66 135, 174, 196 62 93 22 80 146 44, 113 7 65, 162 32, 221 41, 73 80 67 177, 207 34, 55 11, 118 72, 165 5, 132 19 80 80
233
Index
234
Kant, I. Knuckles C.D. & Yuen D.S. Krug, S.
19, 36 19, 36, 140
Langfield, H. S. layout Le Corbusier learning curve da Vinci, Leonardo
80 43, 67, 209 68 92, 210 68
marketing marketplace Maslow, A. metaphor methodology milestone Modulor Molich, R. Muller multimedia music mystery nature navigation Nielsen, J. perception Perfetti, C. Phidias pleasure process proportion prototyping
60, 80
227 6, 206 80 16 1, 83 94 68 39, 55 58, 115 32, 211 47, 62 46, 65 62, 115 31, 150 19, 50, 140 59, 191 58 67 38, 60 3, 32 67 79, 184, 214
questionnaire
85
reality recovery reflection requirements research
66 146, 174 132, 135, 196 88, 97 41, 145
retail revenues role Rubin, J.
43 6 27, 97 58
senses 60 sensitivity 130, 190 server 223 skills 33, 208 skin 63 smell 60, 125 software 144, 180, 208 sound 31, 212 Spool, J. 19, 41, 140 stakeholders 14 Stanford University 19 straight usability 42, 115 streaming 32, 215 structured 3, 122 team technology testing theme time transparency
14, 180 143, 179, 218 32, 184, 190 7, 84 9, 231 24, 118
unity usability usability testing users
64 8, 37, 120 58 5, 90, 199
Vicq de Cumptich, R. visual Vitruvian Man
70 72, 210 68
waterfall webpage webpage dialogue webserver wireless
12 4, 64 165 87, 222 218
XML
216
Color plates
PLATE 1
http://www.giorgioarmani.com PLATE 2
www.ungaro.com Fashion houses use pictures, video, text, and sound to introduce their fresh ideas for the new collection. Aesthetics inspire, motivate, and attract.
PLATE 3
(www.bemboszoo.com) An interactive educational website for little kids. It generates joy and excitement and at the same time they learn about the sound and shape of the letters and about animals.
PLATE 4
www.firstdirect.com PLATE 5
http://ibank.barclays.co.uk Formal yet enticing online banking homepages – professional, artistic, and appealing to the aspirational (young) adult. Interestingly, the aesthetic style differs from their ‘ traditional banking ’ homepages.
PLATE 6
www.harveynichols.com An artistic and careful aesthetic webpage design that exudes quality, freshness, accessibility, and panache. PLATE 7
http://www.researchstudios.com/home/006-nevillebrody/NEVILLE_home.php Very creative use of typography and graphic design, used within a graphic designer’s biography webpage.
PLATE 8
http://www.goldenpalace.com An example of a casino website that tries to invite and excite the users by giving the familiar look of the casino – e.g., bright and flashing colours.
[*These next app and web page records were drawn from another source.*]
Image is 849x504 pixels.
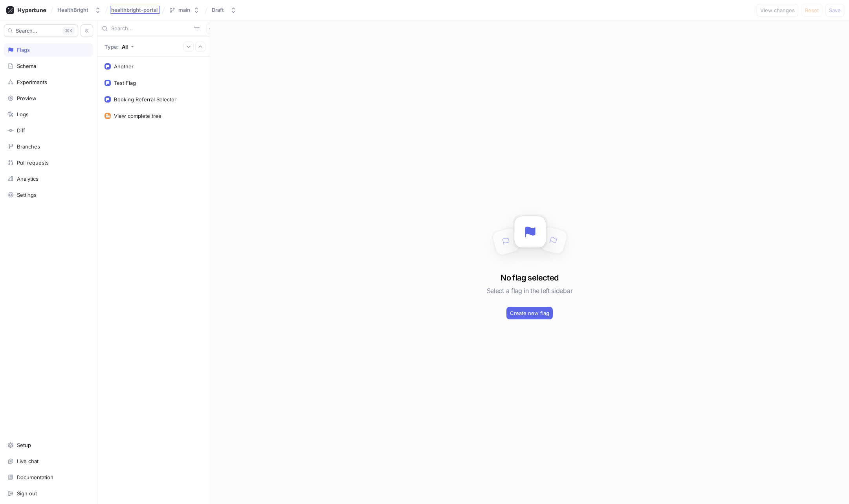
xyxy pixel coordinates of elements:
[16,28,37,33] span: Search...
[195,42,205,52] button: Collapse all
[102,39,137,54] button: Type: All
[208,4,240,16] button: Draft
[17,127,25,134] div: Diff
[506,306,553,319] button: Create new flag
[805,8,818,13] span: Reset
[114,79,136,86] div: Test Flag
[17,47,30,53] div: Flags
[17,111,29,117] div: Logs
[111,25,191,33] input: Search...
[183,42,193,52] button: Expand all
[17,458,39,464] div: Live chat
[17,474,54,480] div: Documentation
[62,26,74,34] div: K
[757,4,798,16] button: View changes
[510,311,549,316] span: Create new flag
[212,6,224,14] div: Draft
[4,470,93,484] a: Documentation
[114,112,161,119] div: View complete tree
[760,8,795,13] span: View changes
[17,63,36,69] div: Schema
[114,63,134,69] div: Another
[17,79,47,85] div: Experiments
[487,284,572,298] h5: Select a flag in the left sidebar
[105,44,119,50] p: Type:
[111,7,157,13] span: healthbright-portal
[17,192,37,198] div: Settings
[114,96,176,102] div: Booking Referral Selector
[801,4,822,16] button: Reset
[178,6,190,14] div: main
[17,160,49,166] div: Pull requests
[17,490,37,496] div: Sign out
[17,442,31,448] div: Setup
[122,44,127,50] div: All
[17,95,37,102] div: Preview
[166,4,203,16] button: main
[54,4,104,16] button: HealthBright
[500,272,558,284] h3: No flag selected
[829,8,840,13] span: Save
[17,143,40,150] div: Branches
[4,24,78,37] button: Search...K
[825,4,844,16] button: Save
[17,175,39,182] div: Analytics
[57,6,88,14] div: HealthBright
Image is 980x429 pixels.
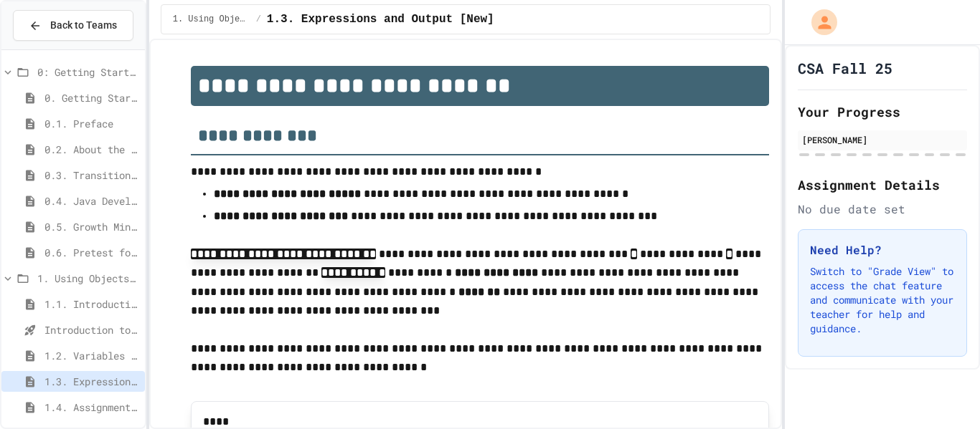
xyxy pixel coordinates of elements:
[37,271,139,286] span: 1. Using Objects and Methods
[267,11,494,28] span: 1.3. Expressions and Output [New]
[810,242,955,259] h3: Need Help?
[802,133,962,146] div: [PERSON_NAME]
[44,142,139,157] span: 0.2. About the AP CSA Exam
[44,90,139,105] span: 0. Getting Started
[256,14,261,25] span: /
[44,167,139,183] span: 0.3. Transitioning from AP CSP to AP CSA
[44,297,139,311] span: 1.1. Introduction to Algorithms, Programming, and Compilers
[44,116,139,131] span: 0.1. Preface
[44,348,139,364] span: 1.2. Variables and Data Types
[50,18,117,33] span: Back to Teams
[173,14,251,25] span: 1. Using Objects and Methods
[810,264,955,336] p: Switch to "Grade View" to access the chat feature and communicate with your teacher for help and ...
[796,6,841,39] div: My Account
[44,374,139,389] span: 1.3. Expressions and Output [New]
[798,102,967,122] h2: Your Progress
[44,400,139,415] span: 1.4. Assignment and Input
[44,245,139,260] span: 0.6. Pretest for the AP CSA Exam
[37,65,139,79] span: 0: Getting Started
[44,220,139,234] span: 0.5. Growth Mindset and Pair Programming
[798,201,967,218] div: No due date set
[798,58,893,78] h1: CSA Fall 25
[13,10,133,41] button: Back to Teams
[44,193,139,209] span: 0.4. Java Development Environments
[798,175,967,195] h2: Assignment Details
[44,322,139,338] span: Introduction to Algorithms, Programming, and Compilers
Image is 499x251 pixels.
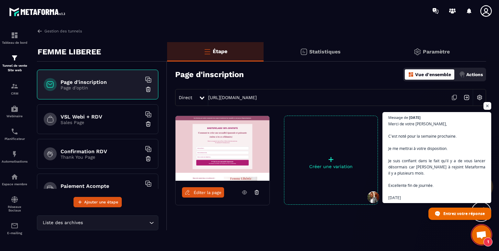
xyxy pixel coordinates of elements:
img: trash [145,86,152,93]
p: Webinaire [2,114,28,118]
p: Actions [466,72,483,77]
img: setting-w.858f3a88.svg [473,91,486,104]
a: automationsautomationsEspace membre [2,168,28,191]
span: Message de [388,116,408,119]
h6: VSL Webi + RDV [61,114,142,120]
span: Entrez votre réponse [443,208,485,219]
p: + [284,155,378,164]
button: Ajouter une étape [74,197,122,207]
p: Créer une variation [284,164,378,169]
div: Ouvrir le chat [472,225,491,245]
h6: Page d'inscription [61,79,142,85]
a: [URL][DOMAIN_NAME] [208,95,257,100]
h6: Paiement Acompte [61,183,142,189]
img: actions.d6e523a2.png [459,72,465,77]
input: Search for option [84,219,148,226]
a: social-networksocial-networkRéseaux Sociaux [2,191,28,217]
p: FEMME LIBEREE [38,45,101,58]
p: Tunnel de vente Site web [2,63,28,73]
a: automationsautomationsWebinaire [2,100,28,123]
img: trash [145,155,152,162]
span: Direct [179,95,192,100]
img: trash [145,121,152,127]
img: scheduler [11,128,18,135]
a: automationsautomationsAutomatisations [2,145,28,168]
a: emailemailE-mailing [2,217,28,240]
img: dashboard-orange.40269519.svg [408,72,414,77]
img: automations [11,105,18,113]
span: [DATE] [409,116,421,119]
div: Search for option [37,215,158,230]
p: Paramètre [423,49,450,55]
span: Merci de votre [PERSON_NAME], C'est noté pour la semaine prochaine. Je me mettrai à votre disposi... [388,121,485,201]
img: arrow [37,28,43,34]
img: bars-o.4a397970.svg [203,48,211,55]
span: 1 [483,237,493,246]
img: automations [11,173,18,181]
p: CRM [2,92,28,95]
img: logo [9,6,67,18]
img: social-network [11,196,18,203]
img: formation [11,82,18,90]
img: formation [11,54,18,62]
p: Thank You Page [61,154,142,160]
a: formationformationTableau de bord [2,27,28,49]
p: Vue d'ensemble [415,72,451,77]
span: Éditer la page [194,190,222,195]
p: Espace membre [2,182,28,186]
a: formationformationCRM [2,77,28,100]
p: Sales Page [61,120,142,125]
a: schedulerschedulerPlanificateur [2,123,28,145]
p: Page d'optin [61,85,142,90]
img: formation [11,31,18,39]
img: arrow-next.bcc2205e.svg [461,91,473,104]
p: Tableau de bord [2,41,28,44]
span: Ajouter une étape [84,199,118,205]
p: Planificateur [2,137,28,141]
img: setting-gr.5f69749f.svg [414,48,421,56]
h3: Page d'inscription [175,70,244,79]
img: automations [11,150,18,158]
a: Éditer la page [182,187,224,198]
span: Liste des archives [41,219,84,226]
p: Statistiques [309,49,341,55]
a: formationformationTunnel de vente Site web [2,49,28,77]
p: E-mailing [2,231,28,235]
p: Réseaux Sociaux [2,205,28,212]
h6: Confirmation RDV [61,148,142,154]
img: image [176,116,269,181]
p: Automatisations [2,160,28,163]
p: Étape [213,48,227,54]
img: email [11,222,18,230]
img: stats.20deebd0.svg [300,48,308,56]
a: Gestion des tunnels [37,28,82,34]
PLATE 9
http://www.bbc.co.uk/cbeebies/funandgames/ Here the aesthetic experience commences with the use of bright and simple colours and little icons of the characters familiar from reading or TV – now with the opportunity for interaction.
PLATE 10
www.tate.org.uk Simple aesthetics and usability designs – grid-based, clear, and attractive, good use of colours and imagery. PLATE 11
www.bbc.co.uk
PLATE 12
www.cnn.com
www.currys.co.uk
‘Straight’ usability examples – clear, direct, and making speedy and effective connections with the visitors to the pages. PLATE 13
http://www.art.net/studios/Visual/Alfredo/home-eng.htm (take gallery option) www.yila.co.uk An example of a hybrid straight/curved usability website (for an artist) plus an interestingly ‘curved’ usability website (www.yila.co.uk) – progressively the way to navigate and find information about the musician and the music becomes an exploration, an experience in itself.
This website almost takes the usability largely into its own automatic hands, with surprising changes at intervals to the appearance of the screen and to sounds heard and with options/actions for the user to take being quite unclear and confusing (but intriguing).